3D Point Cloud Compression

Overview

Among various data modalities such as audio, image, text, etc., 3D data in the form of point clouds constitutes a growing portion of the spectrum. Sensors for capturing 3D point cloud data such as light detection and ranging, stereo, structured light, and time-of-flight have become increasingly popular and economical. In comparison to images, high-dimensional information can be described in 3D with immunity to variations in color, illumination, and scale. Besides point clouds, there are numerous ways to depict 3D data including meshes, CAD models, and volumetric representations. However, when compared to the other data representations, point clouds offer the advantage of providing a simpler, denser, and closer-to-reality description. 3D sensors generate enormous amounts of point cloud data at high frame rates. For example, a 3D point cloud with 0.7 million points per frame at 30 frames per second needs a bandwidth of approximately 500 MB/s for video. Working with uncompressed point cloud data can lead to congestion and delays in communication networks. Therefore, efficient compression coding technologies are indispensable for ensuring the compact storage and transmission of 3D point cloud data.

Contributions

  • We introduced a weighted entropy loss function and inference strategy to compress raw 3D point clouds at different bitrates using a single trained model along with benchmarks for a variety of perception tasks on publicly available datasets

Publications

  1. M.A.A Muzaddid and W.J. Beksi, "Variable Rate Compression for Raw 3D Point Clouds," International Conference on Robotics and Automation (ICRA), 2022.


- **PROBLEM TO WORK ON**
Take each line of the data that contains the string "dotted" and copy it.

Stored data entries:
-*-
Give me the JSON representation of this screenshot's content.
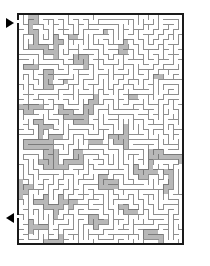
{
  "page": {
    "background_color": "#ffffff"
  },
  "maze": {
    "name": "rectangular-maze",
    "origin_x": 18,
    "origin_y": 14,
    "cols": 33,
    "rows": 46,
    "cell": 5,
    "wall_thickness": 1,
    "border_thickness": 2,
    "border_color": "#1a1a1a",
    "wall_color": "#8f8f8f",
    "passage_color": "#ffffff",
    "shaded_region_color": "#b8b8b8",
    "shaded_region_wall_color": "#7a7a7a",
    "seed": 20240517
  },
  "entrance": {
    "label": "entrance-arrow",
    "glyph": "▶",
    "side": "left",
    "row": 1,
    "color": "#000000"
  },
  "exit": {
    "label": "exit-arrow",
    "glyph": "◀",
    "side": "left",
    "row": 40,
    "color": "#000000"
  }
}
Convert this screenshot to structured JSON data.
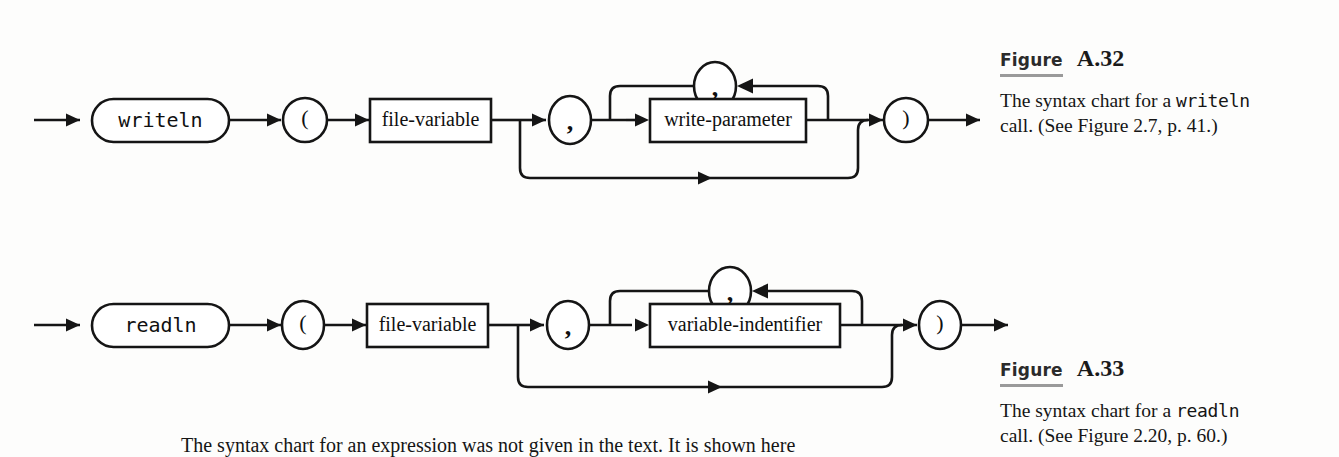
{
  "page": {
    "background": "#fdfdfc",
    "ink": "#151515"
  },
  "diagrams": [
    {
      "id": "writeln-syntax-chart",
      "kind": "railroad-syntax-chart",
      "entry_label": "",
      "nodes": [
        {
          "name": "keyword-writeln",
          "shape": "stadium",
          "label": "writeln",
          "font": "mono"
        },
        {
          "name": "open-paren",
          "shape": "circle",
          "label": "(",
          "font": "serif"
        },
        {
          "name": "file-variable",
          "shape": "box",
          "label": "file-variable",
          "font": "serif"
        },
        {
          "name": "comma-separator",
          "shape": "circle",
          "label": ",",
          "font": "serif"
        },
        {
          "name": "write-parameter",
          "shape": "box",
          "label": "write-parameter",
          "font": "serif"
        },
        {
          "name": "loop-comma",
          "shape": "circle",
          "label": ",",
          "font": "serif"
        },
        {
          "name": "close-paren",
          "shape": "circle",
          "label": ")",
          "font": "serif"
        }
      ],
      "paths": [
        "main-entry-arrow",
        "repeat-loop-back-edge",
        "bypass-skip-edge",
        "main-exit-arrow"
      ]
    },
    {
      "id": "readln-syntax-chart",
      "kind": "railroad-syntax-chart",
      "entry_label": "",
      "nodes": [
        {
          "name": "keyword-readln",
          "shape": "stadium",
          "label": "readln",
          "font": "mono"
        },
        {
          "name": "open-paren",
          "shape": "circle",
          "label": "(",
          "font": "serif"
        },
        {
          "name": "file-variable",
          "shape": "box",
          "label": "file-variable",
          "font": "serif"
        },
        {
          "name": "comma-separator",
          "shape": "circle",
          "label": ",",
          "font": "serif"
        },
        {
          "name": "variable-indentifier",
          "shape": "box",
          "label": "variable-indentifier",
          "font": "serif"
        },
        {
          "name": "loop-comma",
          "shape": "circle",
          "label": ",",
          "font": "serif"
        },
        {
          "name": "close-paren",
          "shape": "circle",
          "label": ")",
          "font": "serif"
        }
      ],
      "paths": [
        "main-entry-arrow",
        "repeat-loop-back-edge",
        "bypass-skip-edge",
        "main-exit-arrow"
      ]
    }
  ],
  "captions": {
    "a32": {
      "word": "Figure",
      "number": "A.32",
      "body_part1": "The syntax chart for a ",
      "body_mono": "writeln",
      "body_part2": " call. (See Figure 2.7, p. 41.)"
    },
    "a33": {
      "word": "Figure",
      "number": "A.33",
      "body_part1": "The syntax chart for a ",
      "body_mono": "readln",
      "body_part2": " call. (See Figure 2.20, p. 60.)"
    }
  },
  "body_text": {
    "paragraph": "The syntax chart for an expression was not given in the text. It is shown here"
  }
}
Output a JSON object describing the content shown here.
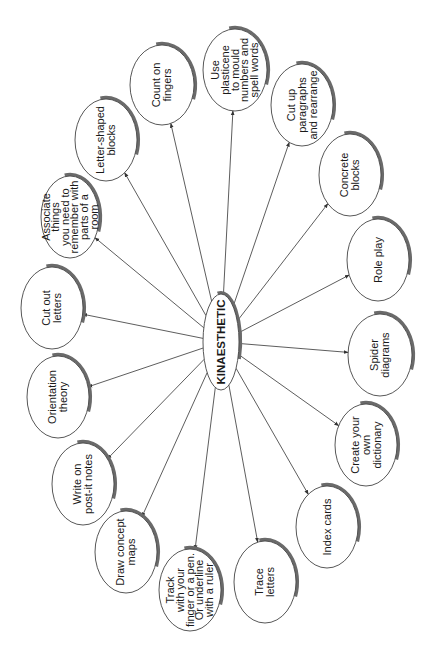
{
  "diagram": {
    "type": "mind-map",
    "orientation": "rotated-90-ccw",
    "center": {
      "label": "KINAESTHETIC",
      "x": 221,
      "y": 342,
      "rx": 18,
      "ry": 48
    },
    "nodes": [
      {
        "id": "count-on-fingers",
        "lines": [
          "Count on",
          "fingers"
        ],
        "x": 162,
        "y": 85,
        "rx": 32,
        "ry": 40
      },
      {
        "id": "use-plasticene",
        "lines": [
          "Use",
          "plasticene",
          "to mould",
          "numbers and",
          "spell words"
        ],
        "x": 235,
        "y": 70,
        "rx": 32,
        "ry": 41
      },
      {
        "id": "cut-up-paragraphs",
        "lines": [
          "Cut up",
          "paragraphs",
          "and rearrange"
        ],
        "x": 302,
        "y": 105,
        "rx": 31,
        "ry": 41
      },
      {
        "id": "letter-shaped-blocks",
        "lines": [
          "Letter-shaped",
          "blocks"
        ],
        "x": 106,
        "y": 140,
        "rx": 31,
        "ry": 41
      },
      {
        "id": "associate-things",
        "lines": [
          "Associate",
          "things",
          "you need to",
          "remember with",
          "parts of a",
          "room"
        ],
        "x": 70,
        "y": 217,
        "rx": 29,
        "ry": 41
      },
      {
        "id": "concrete-blocks",
        "lines": [
          "Concrete",
          "blocks"
        ],
        "x": 350,
        "y": 175,
        "rx": 31,
        "ry": 41
      },
      {
        "id": "cut-out-letters",
        "lines": [
          "Cut out",
          "letters"
        ],
        "x": 52,
        "y": 308,
        "rx": 31,
        "ry": 41
      },
      {
        "id": "role-play",
        "lines": [
          "Role play"
        ],
        "x": 378,
        "y": 260,
        "rx": 31,
        "ry": 41
      },
      {
        "id": "orientation-theory",
        "lines": [
          "Orientation",
          "theory"
        ],
        "x": 58,
        "y": 397,
        "rx": 31,
        "ry": 41
      },
      {
        "id": "spider-diagrams",
        "lines": [
          "Spider",
          "diagrams"
        ],
        "x": 380,
        "y": 355,
        "rx": 32,
        "ry": 41
      },
      {
        "id": "write-on-post-it-notes",
        "lines": [
          "Write on",
          "post-it notes"
        ],
        "x": 83,
        "y": 484,
        "rx": 31,
        "ry": 41
      },
      {
        "id": "create-your-own-dictionary",
        "lines": [
          "Create your",
          "own",
          "dictionary"
        ],
        "x": 366,
        "y": 445,
        "rx": 31,
        "ry": 41
      },
      {
        "id": "draw-concept-maps",
        "lines": [
          "Draw concept",
          "maps"
        ],
        "x": 126,
        "y": 552,
        "rx": 31,
        "ry": 41
      },
      {
        "id": "index-cards",
        "lines": [
          "Index cards"
        ],
        "x": 327,
        "y": 527,
        "rx": 31,
        "ry": 41
      },
      {
        "id": "track-with-finger",
        "lines": [
          "Track",
          "with your",
          "finger or a pen.",
          "Or underline",
          "with a ruler"
        ],
        "x": 190,
        "y": 590,
        "rx": 31,
        "ry": 41
      },
      {
        "id": "trace-letters",
        "lines": [
          "Trace",
          "letters"
        ],
        "x": 265,
        "y": 582,
        "rx": 31,
        "ry": 41
      }
    ]
  }
}
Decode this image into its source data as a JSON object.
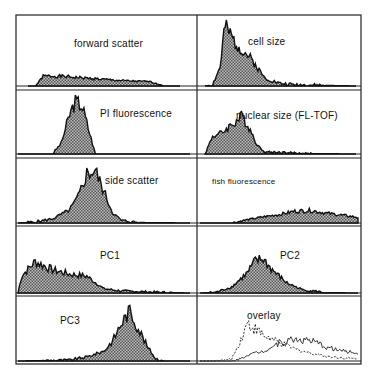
{
  "figure": {
    "background": "#ffffff",
    "ink": "#111111",
    "fill_color": "#8a8a8a"
  },
  "panels": [
    {
      "label": "forward scatter",
      "position": "row1-left"
    },
    {
      "label": "cell size",
      "position": "row1-right"
    },
    {
      "label": "PI fluorescence",
      "position": "row2-left"
    },
    {
      "label": "nuclear size (FL-TOF)",
      "position": "row2-right"
    },
    {
      "label": "side scatter",
      "position": "row3-left"
    },
    {
      "label": "fish fluorescence",
      "position": "row3-right"
    },
    {
      "label": "PC1",
      "position": "row4-left"
    },
    {
      "label": "PC2",
      "position": "row4-right"
    },
    {
      "label": "PC3",
      "position": "row5-left"
    },
    {
      "label": "overlay",
      "position": "row5-right"
    }
  ],
  "chart_data": [
    {
      "type": "area",
      "title": "forward scatter",
      "x": [
        0,
        0.05,
        0.1,
        0.2,
        0.3,
        0.4,
        0.5,
        0.6,
        0.7,
        0.8,
        0.9,
        1.0
      ],
      "values": [
        0,
        0,
        0.45,
        0.45,
        0.4,
        0.35,
        0.3,
        0.25,
        0.22,
        0.2,
        0,
        0
      ],
      "xlabel": "",
      "ylabel": "",
      "grid": false
    },
    {
      "type": "area",
      "title": "cell size",
      "x": [
        0,
        0.05,
        0.1,
        0.13,
        0.2,
        0.3,
        0.4,
        0.5,
        0.6,
        0.8,
        1.0
      ],
      "values": [
        0,
        0.02,
        0.3,
        0.95,
        0.7,
        0.45,
        0.12,
        0.04,
        0.02,
        0.01,
        0
      ],
      "xlabel": "",
      "ylabel": "",
      "grid": false
    },
    {
      "type": "area",
      "title": "PI fluorescence",
      "x": [
        0,
        0.2,
        0.25,
        0.3,
        0.33,
        0.37,
        0.4,
        0.45,
        1.0
      ],
      "values": [
        0,
        0,
        0.2,
        0.75,
        1.0,
        0.95,
        0.6,
        0,
        0
      ],
      "xlabel": "",
      "ylabel": "",
      "grid": false
    },
    {
      "type": "area",
      "title": "nuclear size (FL-TOF)",
      "x": [
        0,
        0.05,
        0.1,
        0.2,
        0.25,
        0.3,
        0.35,
        0.4,
        0.5,
        0.7,
        1.0
      ],
      "values": [
        0,
        0.45,
        0.5,
        0.8,
        0.95,
        0.6,
        0.2,
        0.05,
        0.04,
        0.01,
        0
      ],
      "xlabel": "",
      "ylabel": "",
      "grid": false
    },
    {
      "type": "area",
      "title": "side scatter",
      "x": [
        0,
        0.1,
        0.2,
        0.3,
        0.35,
        0.4,
        0.45,
        0.5,
        0.55,
        0.6,
        0.7,
        1.0
      ],
      "values": [
        0,
        0.02,
        0.08,
        0.25,
        0.5,
        0.95,
        1.0,
        0.6,
        0.2,
        0.05,
        0.01,
        0
      ],
      "xlabel": "",
      "ylabel": "",
      "grid": false
    },
    {
      "type": "area",
      "title": "fish fluorescence",
      "x": [
        0,
        0.2,
        0.3,
        0.4,
        0.5,
        0.6,
        0.7,
        0.8,
        0.9,
        1.0
      ],
      "values": [
        0,
        0,
        0.12,
        0.22,
        0.3,
        0.42,
        0.45,
        0.35,
        0.28,
        0.2
      ],
      "xlabel": "",
      "ylabel": "",
      "grid": false
    },
    {
      "type": "area",
      "title": "PC1",
      "x": [
        0,
        0.02,
        0.1,
        0.2,
        0.3,
        0.4,
        0.5,
        0.6,
        0.8,
        1.0
      ],
      "values": [
        0,
        0.4,
        0.75,
        0.55,
        0.45,
        0.4,
        0.1,
        0.05,
        0.02,
        0
      ],
      "xlabel": "",
      "ylabel": "",
      "grid": false
    },
    {
      "type": "area",
      "title": "PC2",
      "x": [
        0,
        0.1,
        0.2,
        0.3,
        0.35,
        0.4,
        0.45,
        0.55,
        0.65,
        0.8,
        1.0
      ],
      "values": [
        0,
        0.02,
        0.15,
        0.5,
        0.8,
        0.85,
        0.6,
        0.25,
        0.08,
        0.01,
        0
      ],
      "xlabel": "",
      "ylabel": "",
      "grid": false
    },
    {
      "type": "area",
      "title": "PC3",
      "x": [
        0,
        0.3,
        0.4,
        0.5,
        0.55,
        0.6,
        0.65,
        0.7,
        0.75,
        0.8,
        0.85,
        1.0
      ],
      "values": [
        0,
        0.02,
        0.08,
        0.2,
        0.4,
        0.75,
        1.0,
        0.65,
        0.3,
        0.05,
        0,
        0
      ],
      "xlabel": "",
      "ylabel": "",
      "grid": false
    },
    {
      "type": "line",
      "title": "overlay",
      "x": [
        0,
        0.1,
        0.2,
        0.25,
        0.3,
        0.4,
        0.5,
        0.6,
        0.7,
        0.8,
        0.9,
        1.0
      ],
      "series": [
        {
          "name": "cell size (dashed)",
          "values": [
            0,
            0,
            0.05,
            0.45,
            0.95,
            0.65,
            0.45,
            0.3,
            0.2,
            0.12,
            0.08,
            0.05
          ]
        },
        {
          "name": "fish fluorescence (solid)",
          "values": [
            0,
            0,
            0,
            0.05,
            0.15,
            0.25,
            0.45,
            0.55,
            0.5,
            0.35,
            0.25,
            0.2
          ]
        }
      ],
      "xlabel": "",
      "ylabel": "",
      "grid": false
    }
  ]
}
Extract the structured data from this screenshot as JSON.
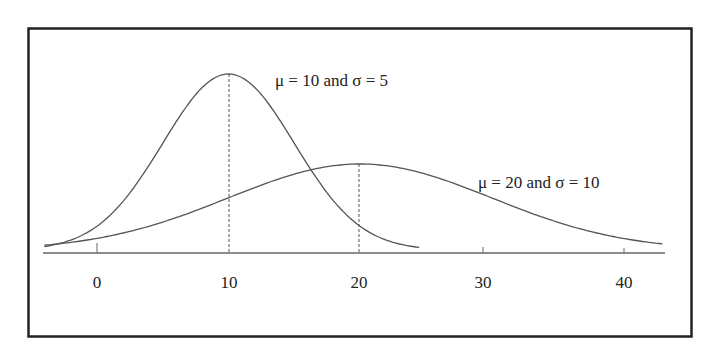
{
  "chart_data": {
    "type": "line",
    "title": "",
    "xlabel": "",
    "ylabel": "",
    "x_ticks": [
      0,
      10,
      20,
      30,
      40
    ],
    "x_tick_labels": [
      "0",
      "10",
      "20",
      "30",
      "40"
    ],
    "xlim": [
      -4,
      43
    ],
    "grid": false,
    "legend": "inline annotations",
    "series": [
      {
        "name": "μ = 10 and σ = 5",
        "distribution": "normal",
        "mean": 10,
        "sd": 5,
        "x_range": [
          -4,
          24.5
        ],
        "mean_marker": "dashed vertical line at x = 10"
      },
      {
        "name": "μ = 20 and σ = 10",
        "distribution": "normal",
        "mean": 20,
        "sd": 10,
        "x_range": [
          -4,
          43
        ],
        "mean_marker": "dashed vertical line at x = 20"
      }
    ],
    "annotations": [
      {
        "text": "μ = 10 and σ = 5",
        "near": "peak of first curve"
      },
      {
        "text": "μ = 20 and σ = 10",
        "near": "right shoulder of second curve"
      }
    ]
  },
  "labels": {
    "curve1": "μ = 10 and σ = 5",
    "curve2": "μ = 20 and σ = 10",
    "ticks": [
      "0",
      "10",
      "20",
      "30",
      "40"
    ]
  },
  "colors": {
    "frame": "#222222",
    "curve": "#555555",
    "axis": "#666666",
    "text": "#222222"
  }
}
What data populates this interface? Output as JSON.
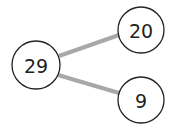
{
  "diagram": {
    "type": "tree",
    "edge_color": "#a8a8a8",
    "nodes": [
      {
        "id": "root",
        "label": "29",
        "cx": 36,
        "cy": 65,
        "r": 24
      },
      {
        "id": "child-top",
        "label": "20",
        "cx": 141,
        "cy": 30,
        "r": 23
      },
      {
        "id": "child-bottom",
        "label": "9",
        "cx": 141,
        "cy": 100,
        "r": 23
      }
    ],
    "edges": [
      {
        "from": "root",
        "to": "child-top"
      },
      {
        "from": "root",
        "to": "child-bottom"
      }
    ]
  }
}
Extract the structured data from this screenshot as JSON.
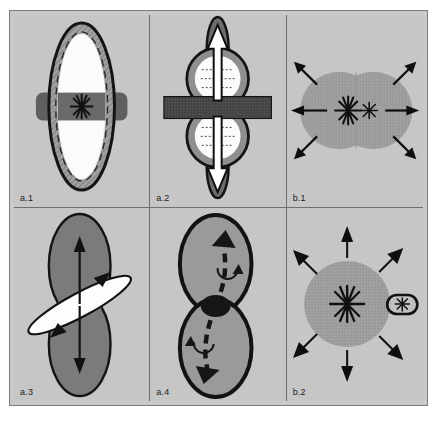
{
  "figure": {
    "layout": {
      "rows": 2,
      "columns": 3
    },
    "background_color": "#c6c6c6",
    "frame_color": "#7d7d7d",
    "panel_divider_color": "#6f6f6f"
  },
  "colors": {
    "panel_background": "#c6c6c6",
    "cell_body_gray": "#8d8d8d",
    "cell_body_dark": "#6e6e6e",
    "cell_inner_white": "#fbfbfb",
    "cell_mid_gray": "#a4a4a4",
    "band_dark": "#5a5a5a",
    "outline_black": "#151515",
    "hatch_gray": "#9a9a9a",
    "stipple_gray": "#9d9d9d"
  },
  "panels": [
    {
      "id": "a1",
      "label": "a.1",
      "row": 1,
      "column": 1,
      "description": "Elongated vertical ellipse cell with hatched cortex, white inner region and dark horizontal equatorial band crossing the midline; a single radial aster at the cell center.",
      "elements": {
        "cell_shape": "vertical-ellipse",
        "cortex": "hatched-ring",
        "inner_region": "white-ellipse",
        "band": "horizontal-dark-band",
        "aster_count": 1,
        "arrow_count": 0
      }
    },
    {
      "id": "a2",
      "label": "a.2",
      "row": 1,
      "column": 2,
      "description": "Dumbbell cell of two stacked lobes with white interiors and dotted internal fibers; a dark horizontal band at the constriction and two large white outward arrows pointing up and down through polar extensions.",
      "elements": {
        "cell_shape": "vertical-dumbbell-two-lobes",
        "inner_region": "white-circles-with-dotted-fibers",
        "band": "horizontal-dark-band",
        "aster_count": 0,
        "arrow_count": 2,
        "arrow_direction": "up-and-down"
      }
    },
    {
      "id": "b1",
      "label": "b.1",
      "row": 1,
      "column": 3,
      "description": "Two overlapping stippled circles forming a horizontal binucleate cell; one large aster and one small aster side by side at the center, with six black arrows radiating outward (two horizontal, four diagonal).",
      "elements": {
        "cell_shape": "two-overlapping-horizontal-circles",
        "fill": "stippled-gray",
        "aster_count": 2,
        "arrow_count": 6,
        "arrow_direction": "radial-outward"
      }
    },
    {
      "id": "a3",
      "label": "a.3",
      "row": 2,
      "column": 1,
      "description": "Vertical peanut-shaped cell in dark gray with a diagonal white lens-shaped spindle crossing the constriction; black arrows point up and down along the long axis and two arrowheads run along the tilted spindle.",
      "elements": {
        "cell_shape": "vertical-peanut",
        "spindle": "diagonal-white-lens",
        "aster_count": 0,
        "arrow_count": 4,
        "arrow_direction": "axial-and-diagonal"
      }
    },
    {
      "id": "a4",
      "label": "a.4",
      "row": 2,
      "column": 2,
      "description": "Vertical dumbbell cell outlined in heavy black with a dark ellipse at the constriction; a thick dashed S-shaped path with arrowheads runs from the lower lobe to the upper lobe and two small curved rotation arrows indicate torque.",
      "elements": {
        "cell_shape": "vertical-dumbbell-two-lobes",
        "midbody": "dark-ellipse",
        "path": "dashed-s-curve",
        "aster_count": 0,
        "arrow_count": 2,
        "rotation_arrow_count": 2
      }
    },
    {
      "id": "b2",
      "label": "b.2",
      "row": 2,
      "column": 3,
      "description": "Single stippled round cell with a central aster and a small capsule-shaped bud containing a small aster attached on the right; eight black arrows radiate outward around the cell.",
      "elements": {
        "cell_shape": "single-circle",
        "fill": "stippled-gray",
        "bud": "right-capsule-with-aster",
        "aster_count": 2,
        "arrow_count": 8,
        "arrow_direction": "radial-outward"
      }
    }
  ]
}
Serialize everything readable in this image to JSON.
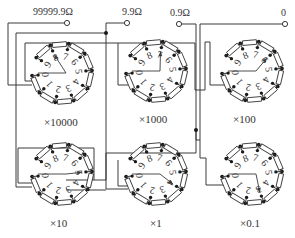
{
  "terminals": [
    {
      "id": "t-max",
      "label": "99999.9Ω"
    },
    {
      "id": "t-9.9",
      "label": "9.9Ω"
    },
    {
      "id": "t-0.9",
      "label": "0.9Ω"
    },
    {
      "id": "t-0",
      "label": "0"
    }
  ],
  "dials": [
    {
      "multiplier": "×10000",
      "setting": 8,
      "numbers": [
        "0",
        "1",
        "2",
        "3",
        "4",
        "5",
        "6",
        "7",
        "8",
        "9"
      ]
    },
    {
      "multiplier": "×1000",
      "setting": 7,
      "numbers": [
        "0",
        "1",
        "2",
        "3",
        "4",
        "5",
        "6",
        "7",
        "8",
        "9"
      ]
    },
    {
      "multiplier": "×100",
      "setting": 6,
      "numbers": [
        "0",
        "1",
        "2",
        "3",
        "4",
        "5",
        "6",
        "7",
        "8",
        "9"
      ]
    },
    {
      "multiplier": "×10",
      "setting": 5,
      "numbers": [
        "0",
        "1",
        "2",
        "3",
        "4",
        "5",
        "6",
        "7",
        "8",
        "9"
      ]
    },
    {
      "multiplier": "×1",
      "setting": 4,
      "numbers": [
        "0",
        "1",
        "2",
        "3",
        "4",
        "5",
        "6",
        "7",
        "8",
        "9"
      ]
    },
    {
      "multiplier": "×0.1",
      "setting": 3,
      "numbers": [
        "0",
        "1",
        "2",
        "3",
        "4",
        "5",
        "6",
        "7",
        "8",
        "9"
      ]
    }
  ],
  "colors": {
    "line": "#3a3a3a",
    "node": "#1a1a1a",
    "background": "#ffffff"
  }
}
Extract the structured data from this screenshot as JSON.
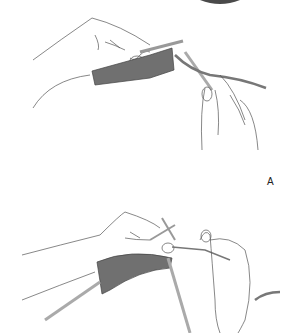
{
  "figure": {
    "label": "A",
    "panels": [
      {
        "name": "top-panel",
        "description": "hands holding knitting needles with garter-stitch fabric, yarn to right"
      },
      {
        "name": "bottom-panel",
        "description": "hands working stitch with right needle inserted, yarn wrapped"
      }
    ],
    "colors": {
      "line": "#555555",
      "fabric": "#707070",
      "needle": "#b8b8b8",
      "yarn": "#808080"
    }
  }
}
-*-
- **TASK RESPONSE**
      "description": "Dumbbell cell of two stacked lobes with white interiors and dotted internal fibers; a dark horizontal band at the constriction and two large white outward arrows pointing up and down through polar extensions.",
        "inner_region": "white-circles-with-dotted-fibers",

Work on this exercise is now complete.